While brainstorming ideas for my art piece I found myself writing down words and phrases about things I had witnessed first-hand, read about or learnt from the data. As I reflected and reread these thoughts my emotions became charged and my anger rose up, and more words were added. The fact that these words affected me so profoundly led me in a different direction and I realised a poem was forming from these random COVID-19 memories that might also resonate with others. From this origin my poem evolved from rage at the government to a message of strength and hope forged by groups of individuals acting outside the system, and the poem mirrors this journey itself.  

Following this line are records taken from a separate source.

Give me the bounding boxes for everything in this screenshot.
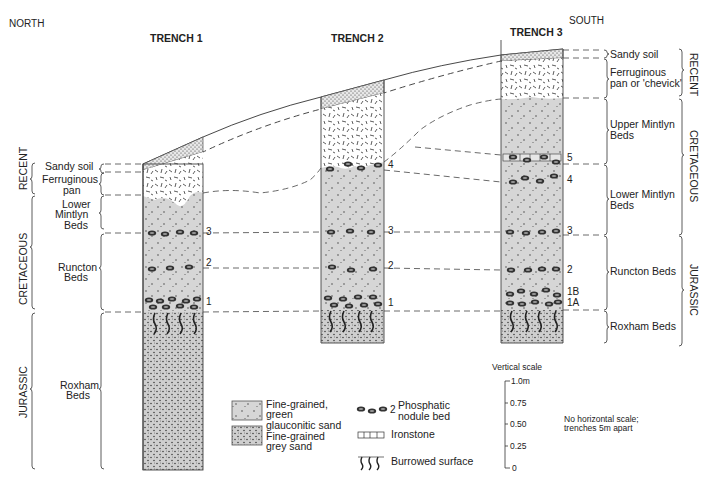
left-label-beds-3: Beds	[66, 389, 90, 401]
left-label-beds-2: Beds	[64, 271, 88, 283]
trench-1-title: TRENCH 1	[150, 32, 203, 44]
right-period-braces	[679, 49, 684, 346]
t3-nodule-4: 4	[567, 174, 573, 185]
right-label-sandy-soil: Sandy soil	[610, 48, 658, 60]
trench-3-title: TRENCH 3	[510, 26, 563, 38]
t3-nodule-1a: 1A	[567, 297, 580, 308]
left-label-beds-1: Beds	[64, 219, 88, 231]
south-label: SOUTH	[569, 15, 604, 26]
right-period-recent: RECENT	[688, 53, 700, 97]
legend-swatch-green-sand	[232, 401, 262, 420]
trench-2-title: TRENCH 2	[331, 32, 384, 44]
scale-title: Vertical scale	[492, 362, 542, 372]
scale-tick-025: 0.25	[510, 441, 527, 451]
legend-swatch-grey-sand	[232, 426, 262, 445]
legend: Fine-grained, green glauconitic sand Fin…	[232, 398, 473, 470]
right-label-beds-upper: Beds	[610, 129, 634, 141]
t3-nodule-3: 3	[567, 225, 573, 236]
legend-ironstone: Ironstone	[391, 428, 435, 440]
scale-tick-050: 0.50	[510, 419, 527, 429]
stratigraphic-section-diagram: NORTH SOUTH TRENCH 1 TRENCH 2 TRENCH 3 3…	[0, 0, 712, 487]
t2-nodule-4: 4	[388, 159, 394, 170]
right-label-roxham: Roxham Beds	[610, 320, 676, 332]
left-period-jurassic: JURASSIC	[17, 366, 29, 418]
legend-nodule-line2: nodule bed	[398, 410, 450, 422]
right-bed-labels: Sandy soil Ferruginous pan or 'chevick' …	[610, 48, 682, 332]
right-period-jurassic: JURASSIC	[688, 264, 700, 316]
legend-grey-sand-line2: grey sand	[266, 440, 312, 452]
right-label-runcton: Runcton Beds	[610, 265, 676, 277]
t1-nodule-3: 3	[206, 226, 212, 237]
scale-tick-1m: 1.0m	[511, 376, 530, 386]
right-label-pan-chevick: pan or 'chevick'	[610, 77, 682, 89]
left-period-recent: RECENT	[17, 146, 29, 190]
right-bed-braces	[604, 50, 609, 343]
scale-tick-0: 0	[512, 463, 517, 473]
t2-nodule-1: 1	[388, 297, 394, 308]
t3-nodule-5: 5	[567, 152, 573, 163]
scale-tick-075: 0.75	[510, 398, 527, 408]
t1-nodule-1: 1	[206, 296, 212, 307]
t3-nodule-1b: 1B	[567, 286, 580, 297]
trench-3-column: 5 4 3 2 1B 1A	[501, 40, 580, 343]
legend-burrowed: Burrowed surface	[391, 455, 473, 467]
trench-1-column: 3 2 1	[143, 137, 212, 470]
horizontal-scale-note-2: trenches 5m apart	[564, 423, 633, 433]
left-bed-labels: Sandy soil Ferruginous pan Lower Mintlyn…	[42, 160, 99, 401]
right-period-cretaceous: CRETACEOUS	[688, 130, 700, 202]
vertical-scale: Vertical scale 1.0m 0.75 0.50 0.25 0 No …	[492, 362, 639, 473]
left-label-sandy-soil: Sandy soil	[45, 160, 93, 172]
t2-nodule-3: 3	[388, 225, 394, 236]
left-label-pan: pan	[63, 184, 81, 196]
north-label: NORTH	[9, 18, 44, 29]
left-bed-braces	[99, 164, 104, 469]
nodule-icon	[357, 406, 387, 413]
ironstone-icon	[358, 432, 384, 438]
left-period-braces	[30, 163, 35, 469]
t2-nodule-2: 2	[388, 260, 394, 271]
trench-2-column: 4 3 2 1	[321, 80, 394, 343]
burrowed-surface-icon	[358, 457, 384, 470]
t3-nodule-2: 2	[567, 264, 573, 275]
t1-nodule-2: 2	[206, 257, 212, 268]
legend-nodule-number: 2	[390, 404, 396, 415]
left-period-cretaceous: CRETACEOUS	[17, 233, 29, 305]
right-label-beds-lower: Beds	[610, 199, 634, 211]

Having read academic papers on the consequences of government actions and policies during the pandemic, I wanted to turn this data and statistics into something more accessible and remind readers of the facts and get them to reflect in a way that would resonate with their personal experience. I thought delivering these messages in the form of a poem was a great way to portray the government’s handling of the pandemic and show how negatively impactful their actions were for so many individuals, ages, communities and industries. Poems are evocative, they employ few words to express events and feelings that we all recognise. I used rhyme because I felt the structure would give it energy, rhythm and the steady flow and pace of the journey I wanted to take people on. The reader travels from an opening with a bleak disheartening tone but ends on a more optimistic vision giving the reader an opportunity to feel more hopeful and empowered about the future – a future where individual efforts combined with local and community level support can keep our most vulnerable and deprived alive and provide support to those in need where the government has consistently failed to do so. I believe my poem shows us that there is hope for the future of humanity even in times of crisis. I hope that people are reminded that we are more resilient than we know and can come together and adapt the way we live and behave. We don’t have to, and indeed cannot, rely on government but we can take collective action that will influence our future and in doing so we stand a better chance of dealing with ongoing emergencies such as pandemics or global climate crisis.

 

Katerine Knapp

Human Geography

Undergraduate

Edinburgh/Bristol

Currents 2021

 

The Covid Chrysalis

 

Behind the podium of delusion

they stood like such fools

mumbling riddles of mistrust

a failure so cruel

 

They were warned of the dangers

but the suits thought they knew best

still expanding the ‘private’

and neglecting the rest

 

The data disregarded

the science plain ignored

an overwhelmed health system

but still we clapped to applaud

 

As nations were barricading

and locking down their doors

our government had other plans

to bet on horses and rugby scores

 

Our borders stayed open

for entry from far and wide

‘a few extra deaths won’t hurt’

just 20,000 bodies they let slide

 

‘The virus doesn’t have favourites’

and yet the first 11 doctors we lost,

all from our BAME communities

the most vulnerable such a cost

 

Doctors pled for protection

nurses wept in pain

not even the bruises hidden behind the blue

would hide the disdain

 

Breathless babies lay lonely

with no fingers to grip tight

left alone behind glass boxes

their loved ones out of sight

 

A little black girl locked down in Croydon

sat practicing her sums

trying to get her education

among knife crime and guns

 

Her white friends play in their gardens

as she sits in her one bed box room

on the 16th floor of her tower block

just her, four walls and the moon

 

Her mother misses meals

so she could eat lunch once again,

so what if children go hungry

they need biscuits at Number 10!

 

Our artists were disregarded,

sat lonesome at home

bereft without crowds

their whole futures put on loan

 

The Arts were simply forgotten

and yet counted on for support

instead they funded a failed test and trace

yet again our leaders fell short

 

The press and media

won’t call out the lies

or inexcusable mismanagement

sadly not a surprise

 

The Opposition fails miserably

to hold the government to account

for incompetence and corruption

while the bodies just mount

 

We look to our neighbourhoods

where assistance was slack

we turned to our locals

for where our government had lacked

 

Our faith in humanity

comes not from those elected

resilient new leaders emerge from

the swollen ranks of the neglected

 

Here is a chance of hope that

together we, the great ignored

without fanfare or funds

will see our communities restored

 

Featured image: photograph by Nadine Shaabana.

Note: When assets did not have an obvious image available to represent them, and where the student did not wish to have their image included as part of the showcase, we have sometimes selected images from Unsplash.